Prime Minister Scott Morrison told Parliament on Tuesday the scheme needed to do better.
"The rate of response is not good enough. And it must improve," Mr Morrison said.
"Applications haven't been processed as fast as I want them to be."
"I want better outcomes. The funding will support case management of applications to reduce the number of different people a survivor may be required to deal with while their application's being processed," the Prime Minister said.
The rate of response is not good enough. And it must improve. Applications haven't been processed as fast as I want them to be.
- Prime Minister Scott Morrison
"It will also allow the government to hire more independent decision-makers to finalise applications as quickly as possible."
More than 600 people have so far been paid under the scheme, the Prime Minister said, but 5040 applications have been received.
Tuesday's announcement comes after a Canberra Times report revealed under-staffing and a bureaucratic bottleneck were causing massive delays to people receiving payments.

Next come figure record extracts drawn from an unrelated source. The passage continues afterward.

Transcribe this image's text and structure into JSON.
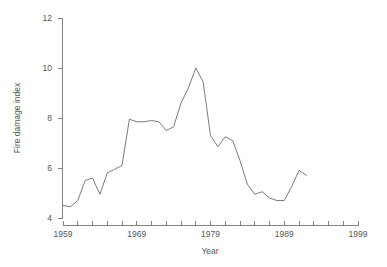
{
  "chart_data": {
    "type": "line",
    "title": "",
    "xlabel": "Year",
    "ylabel": "Fire damage index",
    "xlim": [
      1959,
      1999
    ],
    "ylim": [
      4,
      12
    ],
    "grid": false,
    "legend": null,
    "x_ticks_major": [
      1959,
      1969,
      1979,
      1989,
      1999
    ],
    "x_tick_labels": [
      "1959",
      "1969",
      "1979",
      "1989",
      "1999"
    ],
    "x_ticks_minor_step": 2,
    "y_ticks": [
      4,
      6,
      8,
      10,
      12
    ],
    "y_tick_labels": [
      "4",
      "6",
      "8",
      "10",
      "12"
    ],
    "line_color": "#6b6b6b",
    "axis_color": "#777777",
    "text_color": "#555555",
    "background_color": "#ffffff",
    "x": [
      1959,
      1960,
      1961,
      1962,
      1963,
      1964,
      1965,
      1966,
      1967,
      1968,
      1969,
      1970,
      1971,
      1972,
      1973,
      1974,
      1975,
      1976,
      1977,
      1978,
      1979,
      1980,
      1981,
      1982,
      1983,
      1984,
      1985,
      1986,
      1987,
      1988,
      1989,
      1990,
      1991,
      1992
    ],
    "values": [
      4.5,
      4.45,
      4.7,
      5.5,
      5.6,
      4.95,
      5.8,
      5.95,
      6.1,
      7.95,
      7.85,
      7.85,
      7.9,
      7.85,
      7.5,
      7.65,
      8.6,
      9.2,
      10.0,
      9.45,
      7.3,
      6.85,
      7.25,
      7.1,
      6.3,
      5.35,
      4.95,
      5.05,
      4.8,
      4.7,
      4.7,
      5.25,
      5.9,
      5.7
    ]
  }
}
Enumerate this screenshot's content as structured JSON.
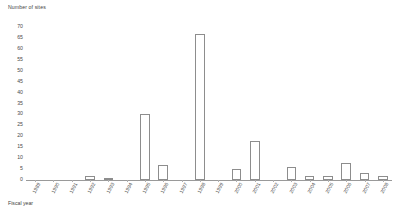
{
  "chart_data": {
    "type": "bar",
    "title": "",
    "ylabel": "Number of sites",
    "xlabel": "Fiscal year",
    "ylim": [
      0,
      70
    ],
    "ytick_step": 5,
    "yticks": [
      0,
      5,
      10,
      15,
      20,
      25,
      30,
      35,
      40,
      45,
      50,
      55,
      60,
      65,
      70
    ],
    "grid": false,
    "legend": null,
    "categories": [
      "1989",
      "1990",
      "1991",
      "1992",
      "1993",
      "1994",
      "1995",
      "1996",
      "1997",
      "1998",
      "1999",
      "2000",
      "2001",
      "2002",
      "2003",
      "2004",
      "2005",
      "2006",
      "2007",
      "2008"
    ],
    "values": [
      0,
      0,
      0,
      2,
      1,
      0,
      30,
      7,
      0,
      67,
      0,
      5,
      18,
      0,
      6,
      2,
      2,
      8,
      3,
      2
    ],
    "bar_style": {
      "fill": "#ffffff",
      "edge": "#8d8d8d"
    }
  },
  "axes": {
    "y_title": "Number of sites",
    "x_title": "Fiscal year"
  }
}
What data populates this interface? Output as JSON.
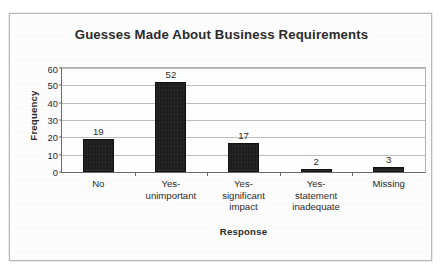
{
  "figure": {
    "title": "Guesses Made About Business Requirements",
    "x_axis_title": "Response",
    "y_axis_title": "Frequency"
  },
  "chart_data": {
    "type": "bar",
    "title": "Guesses Made About Business Requirements",
    "xlabel": "Response",
    "ylabel": "Frequency",
    "categories": [
      "No",
      "Yes-unimportant",
      "Yes-significant impact",
      "Yes-statement inadequate",
      "Missing"
    ],
    "category_lines": [
      [
        "No"
      ],
      [
        "Yes-",
        "unimportant"
      ],
      [
        "Yes-",
        "significant",
        "impact"
      ],
      [
        "Yes-",
        "statement",
        "inadequate"
      ],
      [
        "Missing"
      ]
    ],
    "values": [
      19,
      52,
      17,
      2,
      3
    ],
    "data_labels": [
      "19",
      "52",
      "17",
      "2",
      "3"
    ],
    "ylim": [
      0,
      60
    ],
    "yticks": [
      0,
      10,
      20,
      30,
      40,
      50,
      60
    ],
    "ytick_labels": [
      "0",
      "10",
      "20",
      "30",
      "40",
      "50",
      "60"
    ],
    "grid": "horizontal",
    "legend": "none",
    "bar_color": "#1c1c1c",
    "plot_background": "#ffffff",
    "gridline_color": "#bdbdbd",
    "axis_color": "#6b6b6b"
  }
}
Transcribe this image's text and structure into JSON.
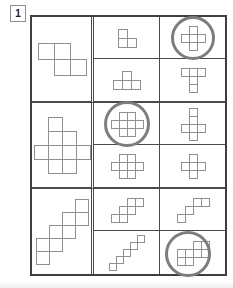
{
  "page": {
    "label": "1"
  },
  "colors": {
    "paper": "#ffffff",
    "grid_line": "#4a4a4a",
    "shape_line": "#909090",
    "circle_mark": "#7d7d7d"
  },
  "puzzle": {
    "rows": [
      {
        "target": {
          "name": "s-tetromino",
          "unit": 16,
          "cols": 3,
          "rows": 2,
          "cells": [
            [
              0,
              0
            ],
            [
              1,
              0
            ],
            [
              1,
              1
            ],
            [
              2,
              1
            ]
          ],
          "circled": false
        },
        "options": [
          {
            "name": "l-tromino",
            "unit": 9,
            "cols": 2,
            "rows": 2,
            "cells": [
              [
                0,
                0
              ],
              [
                0,
                1
              ],
              [
                1,
                1
              ]
            ],
            "circled": false
          },
          {
            "name": "t-tetromino",
            "unit": 9,
            "cols": 3,
            "rows": 2,
            "cells": [
              [
                1,
                0
              ],
              [
                0,
                1
              ],
              [
                1,
                1
              ],
              [
                2,
                1
              ]
            ],
            "circled": false
          },
          {
            "name": "plus-pentomino",
            "unit": 8,
            "cols": 3,
            "rows": 3,
            "cells": [
              [
                1,
                0
              ],
              [
                0,
                1
              ],
              [
                1,
                1
              ],
              [
                2,
                1
              ],
              [
                1,
                2
              ]
            ],
            "circled": true,
            "circle_d": 38
          },
          {
            "name": "t-pentomino",
            "unit": 8,
            "cols": 3,
            "rows": 3,
            "cells": [
              [
                0,
                0
              ],
              [
                1,
                0
              ],
              [
                2,
                0
              ],
              [
                1,
                1
              ],
              [
                1,
                2
              ]
            ],
            "circled": false
          }
        ]
      },
      {
        "target": {
          "name": "wide-cross-nonomino",
          "unit": 14,
          "cols": 4,
          "rows": 4,
          "cells": [
            [
              1,
              0
            ],
            [
              1,
              1
            ],
            [
              2,
              1
            ],
            [
              0,
              2
            ],
            [
              1,
              2
            ],
            [
              2,
              2
            ],
            [
              3,
              2
            ],
            [
              1,
              3
            ],
            [
              2,
              3
            ]
          ],
          "circled": false
        },
        "options": [
          {
            "name": "wide-plus-octomino",
            "unit": 8,
            "cols": 4,
            "rows": 3,
            "cells": [
              [
                1,
                0
              ],
              [
                2,
                0
              ],
              [
                0,
                1
              ],
              [
                1,
                1
              ],
              [
                2,
                1
              ],
              [
                3,
                1
              ],
              [
                1,
                2
              ],
              [
                2,
                2
              ]
            ],
            "circled": true,
            "circle_d": 40
          },
          {
            "name": "wide-plus-octomino",
            "unit": 8,
            "cols": 4,
            "rows": 3,
            "cells": [
              [
                1,
                0
              ],
              [
                2,
                0
              ],
              [
                0,
                1
              ],
              [
                1,
                1
              ],
              [
                2,
                1
              ],
              [
                3,
                1
              ],
              [
                1,
                2
              ],
              [
                2,
                2
              ]
            ],
            "circled": false
          },
          {
            "name": "cross-cube-net",
            "unit": 8,
            "cols": 3,
            "rows": 4,
            "cells": [
              [
                1,
                0
              ],
              [
                1,
                1
              ],
              [
                0,
                2
              ],
              [
                1,
                2
              ],
              [
                2,
                2
              ],
              [
                1,
                3
              ]
            ],
            "circled": false
          },
          {
            "name": "plus-pentomino",
            "unit": 8,
            "cols": 3,
            "rows": 3,
            "cells": [
              [
                1,
                0
              ],
              [
                0,
                1
              ],
              [
                1,
                1
              ],
              [
                2,
                1
              ],
              [
                1,
                2
              ]
            ],
            "circled": false
          }
        ]
      },
      {
        "target": {
          "name": "thick-staircase-octomino",
          "unit": 13,
          "cols": 4,
          "rows": 5,
          "cells": [
            [
              3,
              0
            ],
            [
              2,
              1
            ],
            [
              3,
              1
            ],
            [
              1,
              2
            ],
            [
              2,
              2
            ],
            [
              0,
              3
            ],
            [
              1,
              3
            ],
            [
              0,
              4
            ]
          ],
          "circled": false
        },
        "options": [
          {
            "name": "step-pairs-staircase",
            "unit": 8,
            "cols": 4,
            "rows": 3,
            "cells": [
              [
                2,
                0
              ],
              [
                3,
                0
              ],
              [
                1,
                1
              ],
              [
                2,
                1
              ],
              [
                0,
                2
              ],
              [
                1,
                2
              ]
            ],
            "circled": false
          },
          {
            "name": "diagonal-staircase",
            "unit": 7,
            "cols": 5,
            "rows": 5,
            "cells": [
              [
                4,
                0
              ],
              [
                3,
                1
              ],
              [
                2,
                2
              ],
              [
                1,
                3
              ],
              [
                0,
                4
              ]
            ],
            "circled": false
          },
          {
            "name": "small-staircase",
            "unit": 8,
            "cols": 4,
            "rows": 3,
            "cells": [
              [
                2,
                0
              ],
              [
                3,
                0
              ],
              [
                1,
                1
              ],
              [
                0,
                2
              ]
            ],
            "circled": false
          },
          {
            "name": "double-block-staircase",
            "unit": 8,
            "cols": 4,
            "rows": 3,
            "cells": [
              [
                2,
                0
              ],
              [
                3,
                0
              ],
              [
                2,
                1
              ],
              [
                3,
                1
              ],
              [
                0,
                1
              ],
              [
                1,
                1
              ],
              [
                0,
                2
              ],
              [
                1,
                2
              ]
            ],
            "circled": true,
            "circle_d": 40,
            "circle_dx": -5,
            "circle_dy": 1
          }
        ]
      }
    ]
  }
}
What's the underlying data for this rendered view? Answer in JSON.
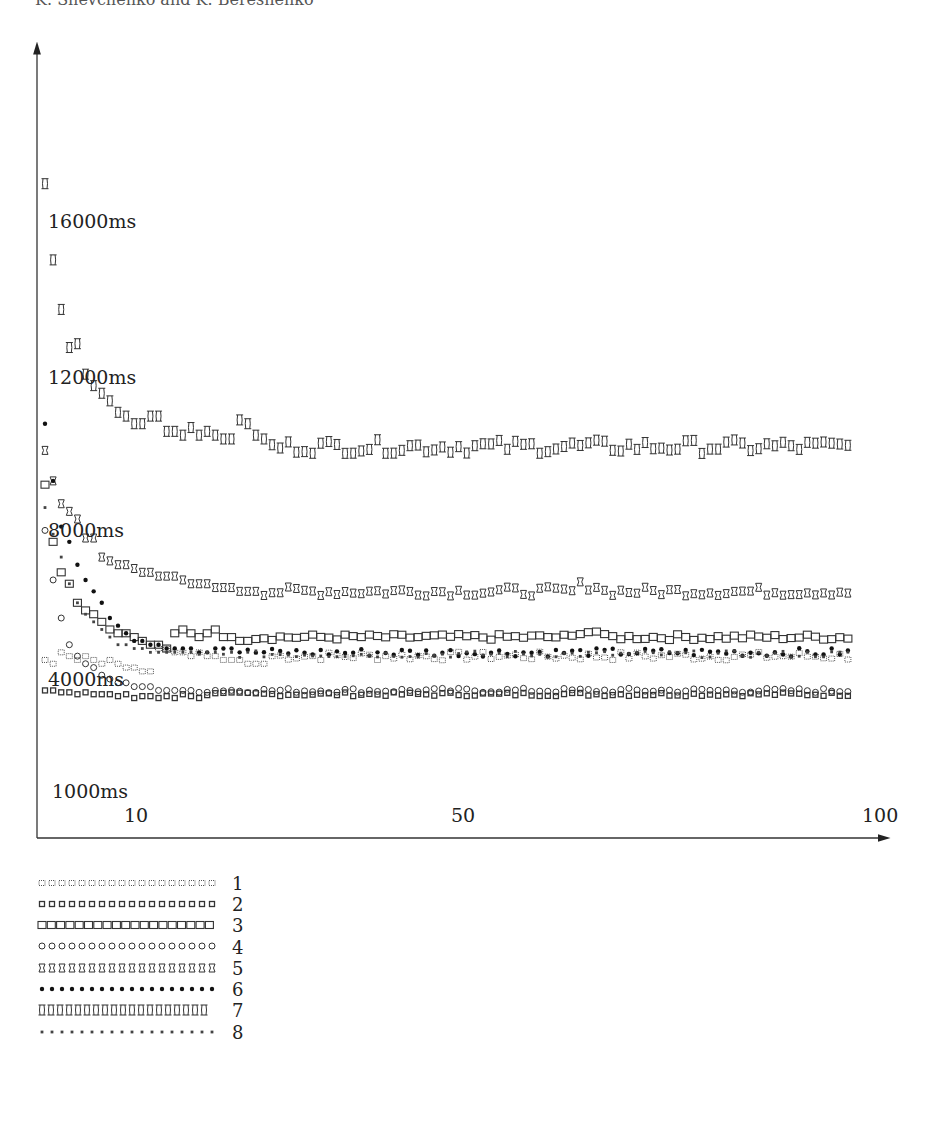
{
  "page": {
    "header_fragment": "K. Shevchenko and K. Bereshenko"
  },
  "chart_data": {
    "type": "scatter",
    "title": "",
    "xlabel": "",
    "ylabel": "",
    "x_ticks": [
      {
        "label": "10",
        "value": 10
      },
      {
        "label": "50",
        "value": 50
      },
      {
        "label": "100",
        "value": 100
      }
    ],
    "y_ticks": [
      {
        "label": "16000ms",
        "value": 16000
      },
      {
        "label": "12000ms",
        "value": 12000
      },
      {
        "label": "8000ms",
        "value": 8000
      },
      {
        "label": "4000ms",
        "value": 4000
      },
      {
        "label": "1000ms",
        "value": 1000
      }
    ],
    "xlim": [
      0,
      100
    ],
    "ylim": [
      1000,
      19000
    ],
    "grid": false,
    "legend_position": "below-left",
    "series": [
      {
        "name": "1",
        "marker": "dotted-square",
        "start": [
          4500,
          4400,
          4700,
          4600,
          4500,
          4600,
          4500,
          4400,
          4500,
          4400,
          4300,
          4300,
          4200,
          4200,
          4800,
          4800,
          4700,
          4700,
          4600,
          4700,
          4600,
          4600,
          4500,
          4500,
          4500,
          4400,
          4400,
          4400
        ],
        "plateau": 4600,
        "noise": 120
      },
      {
        "name": "2",
        "marker": "small-square",
        "start": [
          3700,
          3700,
          3650,
          3650,
          3600,
          3650,
          3600,
          3600,
          3600,
          3550,
          3600,
          3500,
          3550,
          3550,
          3500,
          3550,
          3500,
          3600,
          3550,
          3500
        ],
        "plateau": 3600,
        "noise": 50
      },
      {
        "name": "3",
        "marker": "square",
        "start": [
          9100,
          7600,
          6800,
          6500,
          6000,
          5800,
          5700,
          5500,
          5300,
          5200,
          5200,
          5100,
          5000,
          4900,
          4900,
          4800,
          5200,
          5300,
          5200,
          5100,
          5200,
          5300,
          5100,
          5100,
          5000,
          5000
        ],
        "plateau": 5100,
        "noise": 80
      },
      {
        "name": "4",
        "marker": "circle",
        "start": [
          7900,
          6600,
          5600,
          4900,
          4600,
          4400,
          4300,
          4100,
          4000,
          3900,
          3900,
          3800,
          3800,
          3800,
          3700,
          3700,
          3700,
          3700,
          3700,
          3650,
          3650,
          3700
        ],
        "plateau": 3700,
        "noise": 60
      },
      {
        "name": "5",
        "marker": "hourglass-box",
        "start": [
          10000,
          9200,
          8600,
          8400,
          8200,
          7700,
          7700,
          7200,
          7100,
          7000,
          7000,
          6900,
          6800,
          6800,
          6700,
          6700,
          6700,
          6600,
          6500,
          6500,
          6500,
          6400,
          6400,
          6400,
          6300,
          6300,
          6300
        ],
        "plateau": 6300,
        "noise": 120
      },
      {
        "name": "6",
        "marker": "filled-dot",
        "start": [
          10700,
          9200,
          8000,
          7600,
          7000,
          6600,
          6300,
          6000,
          5600,
          5400,
          5200,
          5000,
          5000,
          4900,
          4900,
          4800,
          4800,
          4800,
          4800,
          4700,
          4700,
          4800,
          4800,
          4800,
          4700
        ],
        "plateau": 4700,
        "noise": 110
      },
      {
        "name": "7",
        "marker": "double-loop",
        "start": [
          17000,
          15000,
          13700,
          12700,
          12800,
          12000,
          11700,
          11500,
          11300,
          11000,
          10900,
          10700,
          10700,
          10900,
          10900,
          10500,
          10500,
          10400,
          10600,
          10400,
          10500,
          10400,
          10300,
          10300,
          10800,
          10700,
          10400,
          10300
        ],
        "plateau": 10100,
        "noise": 180
      },
      {
        "name": "8",
        "marker": "small-dot",
        "start": [
          8500,
          7800,
          7200,
          6500,
          6000,
          5700,
          5500,
          5300,
          5100,
          4900,
          4900,
          4800,
          4800,
          4700,
          4700,
          4700,
          4700,
          4700,
          4700,
          4650,
          4700,
          4700,
          4650,
          4700
        ],
        "plateau": 4650,
        "noise": 90
      }
    ]
  },
  "legend": {
    "items": [
      {
        "label": "1"
      },
      {
        "label": "2"
      },
      {
        "label": "3"
      },
      {
        "label": "4"
      },
      {
        "label": "5"
      },
      {
        "label": "6"
      },
      {
        "label": "7"
      },
      {
        "label": "8"
      }
    ]
  }
}
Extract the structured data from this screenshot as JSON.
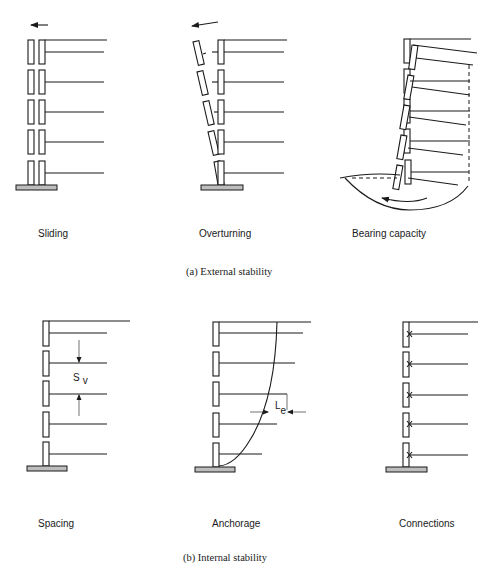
{
  "figure": {
    "external": {
      "caption": "(a) External stability",
      "panels": [
        {
          "label": "Sliding"
        },
        {
          "label": "Overturning"
        },
        {
          "label": "Bearing capacity"
        }
      ]
    },
    "internal": {
      "caption": "(b) Internal stability",
      "panels": [
        {
          "label": "Spacing",
          "symbol_main": "S",
          "symbol_sub": "v"
        },
        {
          "label": "Anchorage",
          "symbol_main": "L",
          "symbol_sub": "e"
        },
        {
          "label": "Connections"
        }
      ]
    },
    "colors": {
      "line": "#1a1a1a",
      "base_fill": "#bdbdbd",
      "background": "#ffffff"
    }
  }
}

At the time, Senator Ruston denied departmental staff were acting as gate-keepers between assessors and independent decision makers, but that Human Services staff were taking a "quality assurance step" before applications were considered by independent decision makers.
Labor's spokeswoman for families and social services Linda Burney said three-quarters of applicants were still waiting due to administrative delay and the average wait time was eight months.
"While additional investment is a step in the right direction, survivors are still waiting too long. Some are elderly. Some are unwell. Some are passing away before seeing justice."
Mr Morrison also called for institutions that have not yet joined the scheme to do the honourable thing and join.
"There are other institutions who have chosen not to join. Perhaps captured by lawyers, legal advice, perhaps deaf to the cause of justice.
"All they're doing in not joining this is doubling-down on the crimes and doubling-down on the hurt."
More than 60 non-government organisations are participating in the scheme.